It’s the 15th anniversary of the invasion of Iraq

On this auspicious anniversary, let’s take a journey into my mind palace. Can you imagine, with me, how things could have been? Imagine if, in 2008, by which time the true cause and nature of the war was obvious, we’d fired every journalist that was part of the human centipede that shat out lie after lie about the desperate need to invade Iraq. How about if we’d defenestrated every politician and official who pushed for the war, if every pundit who shilled for it had been hurled into the Thames. Just think for a minute about how much smarter and more interesting our public discourse would be, and how much better run our country would be, if opposing the transparently fraudulent ur-disaster of the 21th century was a litmus test for credibility.

Hell, how about this? Imagine if, after the atrocity of 9/11, the Americans had rebuilt their towers, mourned their dead, and then did nothing else. How much safer, not to mention wealthier, we’d be, here and around the world. I dream of meeting all those people, more in reality than I could meet in a hundred lifetimes, who’d still be alive – I see myself sitting and drinking tea with them. Imagine the shattered bodies that would be whole, the traumatised minds that would be healthy and vibrant, the children who would have a chance to live.

If there’s no consequence to lying about a war that got a million people killed then it goes to show that we’re not even a real country, that there’s no legitimacy to any of it. All those people who should have beclowned themselves forever are still in positions of power, the ideology that gave us the war still drives them to plan ten others, the people who profited off it are still living it up in their penthouses in London. Tony Blair’s lipless mouth is still yammering away in the opinion section of the Guardian, rather than noiselessly in a padded cell beneath The Hauge.

I hope they all live to see their ill-gotten gains turn to ash, their wretched ideology rejected like our souls rejecting heresy, like our bodies rejecting tainted food. I hope their money becomes meaningless before their eyes. One day we will make this country a place of justice, and their only possessions will be the memory of their crimes, hot coals on their scalp, sins wrapping around their throat.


WORK ITEM: The expected result is an exact restatement of the data, free of pictures.

Data tied to figure images:
============
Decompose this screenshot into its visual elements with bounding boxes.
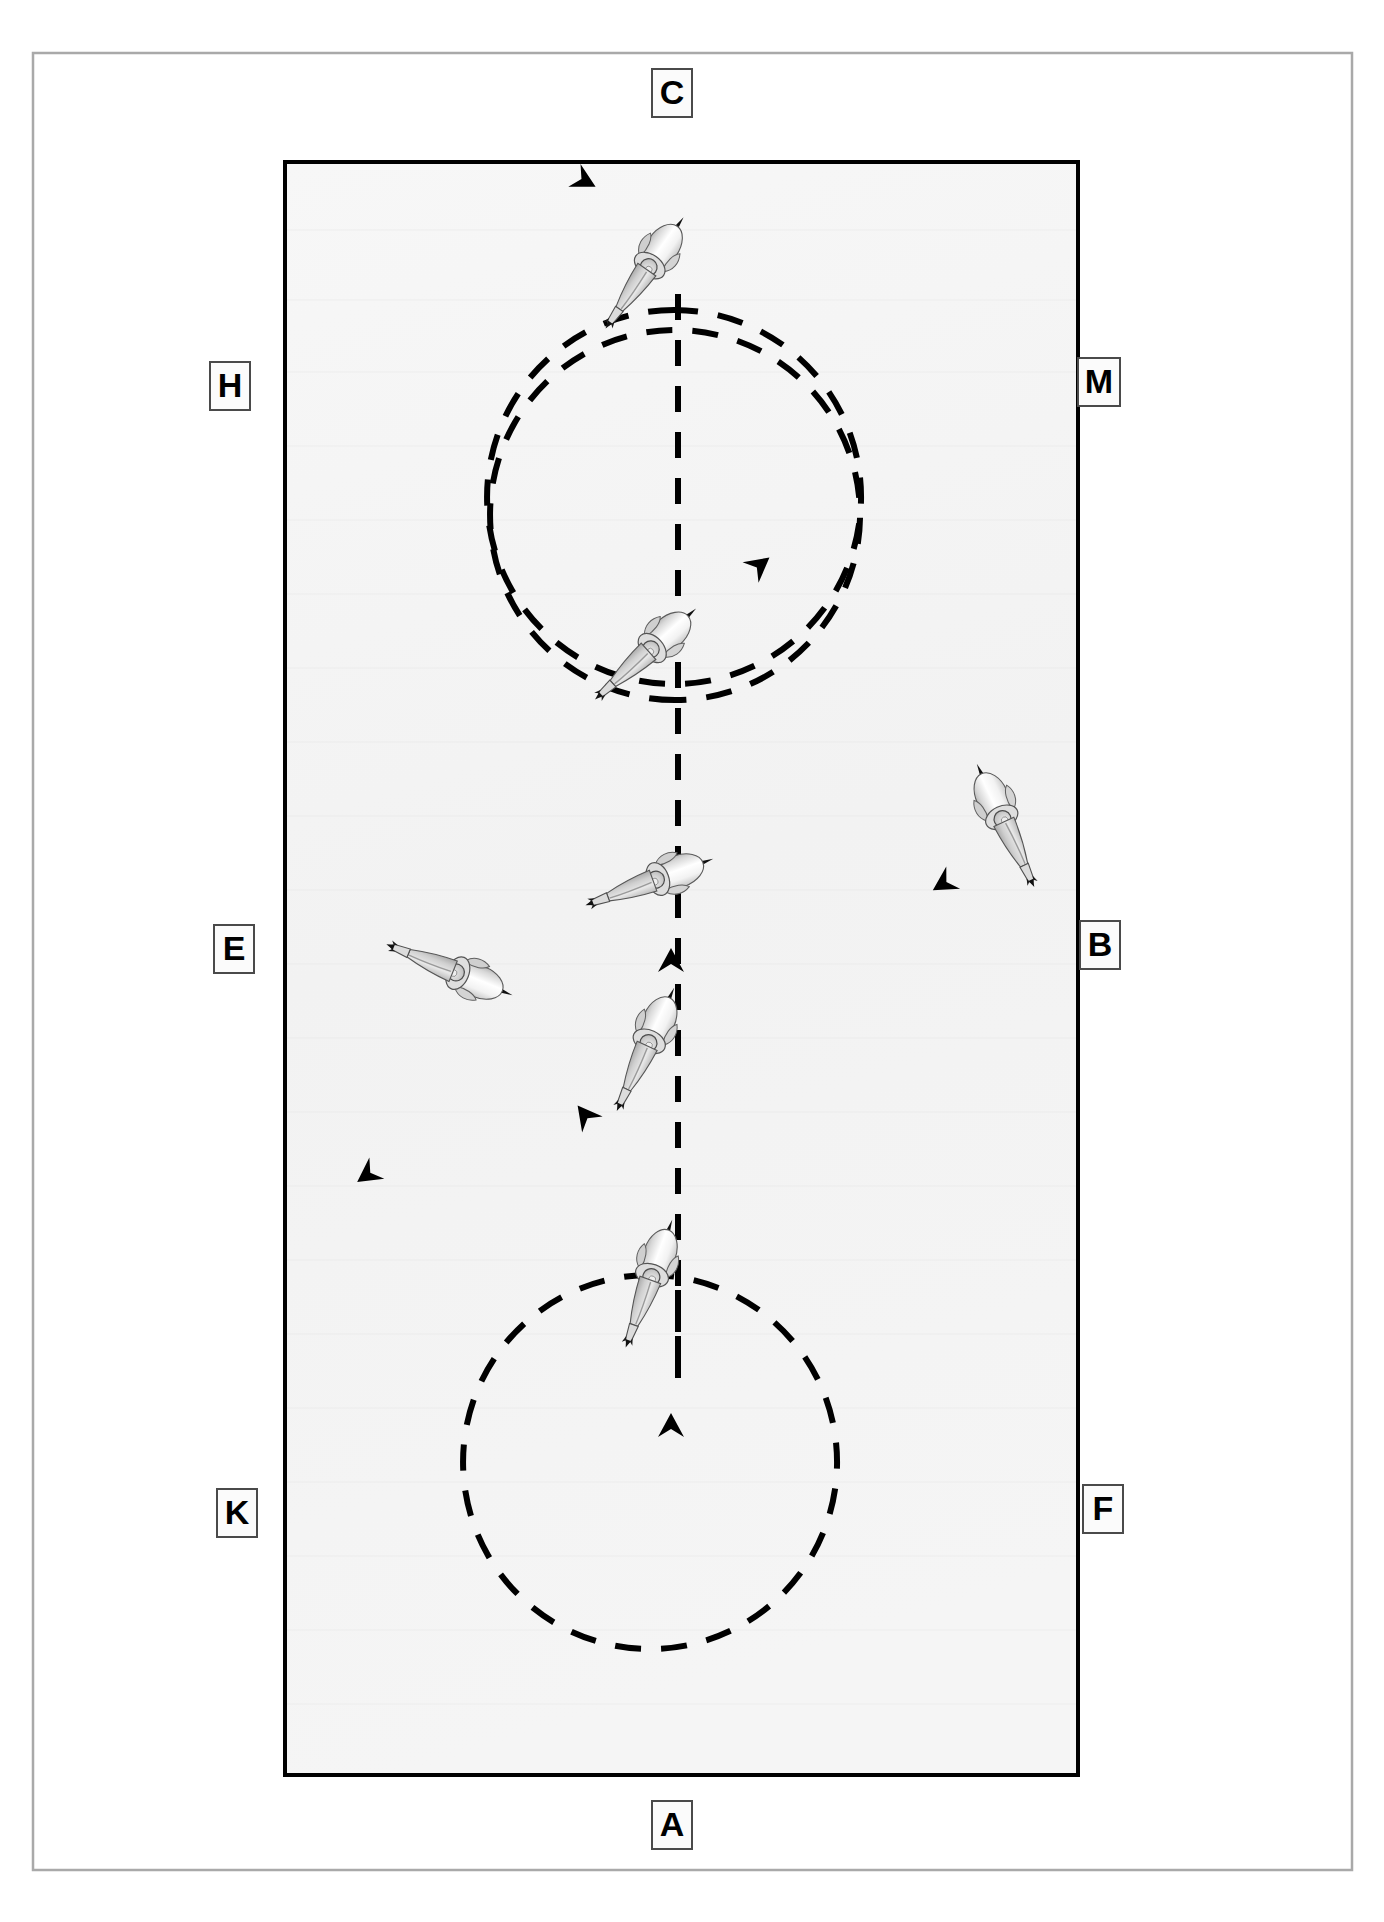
arena-letter-M-label: M	[1085, 364, 1113, 398]
arena-letter-C-label: C	[660, 75, 685, 109]
arena-letter-E: E	[213, 924, 255, 974]
arena-letter-H: H	[209, 361, 251, 411]
dressage-diagram-canvas	[0, 0, 1384, 1922]
arena-letter-H-label: H	[218, 368, 243, 402]
arena-letter-A: A	[651, 1800, 693, 1850]
arena-letter-C: C	[651, 68, 693, 118]
arena-letter-K-label: K	[225, 1495, 250, 1529]
arena-letter-E-label: E	[223, 931, 246, 965]
arena-letter-M: M	[1077, 357, 1121, 407]
arena-letter-B-label: B	[1088, 927, 1113, 961]
arena-letter-F-label: F	[1093, 1491, 1114, 1525]
arena-letter-K: K	[216, 1488, 258, 1538]
arena-letter-A-label: A	[660, 1807, 685, 1841]
arena-letter-F: F	[1082, 1484, 1124, 1534]
arena-letter-B: B	[1079, 920, 1121, 970]
diagram-page: C H M E B K F A	[0, 0, 1384, 1922]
============
ANSWER TO THE PROBLEM:
Decompose this screenshot into its visual elements with bounding boxes.
arena-letter-M-label: M	[1085, 364, 1113, 398]
arena-letter-C-label: C	[660, 75, 685, 109]
arena-letter-E: E	[213, 924, 255, 974]
arena-letter-H: H	[209, 361, 251, 411]
dressage-diagram-canvas	[0, 0, 1384, 1922]
arena-letter-H-label: H	[218, 368, 243, 402]
arena-letter-A: A	[651, 1800, 693, 1850]
arena-letter-C: C	[651, 68, 693, 118]
arena-letter-K-label: K	[225, 1495, 250, 1529]
arena-letter-E-label: E	[223, 931, 246, 965]
arena-letter-M: M	[1077, 357, 1121, 407]
arena-letter-B-label: B	[1088, 927, 1113, 961]
arena-letter-F-label: F	[1093, 1491, 1114, 1525]
arena-letter-K: K	[216, 1488, 258, 1538]
arena-letter-A-label: A	[660, 1807, 685, 1841]
arena-letter-F: F	[1082, 1484, 1124, 1534]
arena-letter-B: B	[1079, 920, 1121, 970]
diagram-page: C H M E B K F A	[0, 0, 1384, 1922]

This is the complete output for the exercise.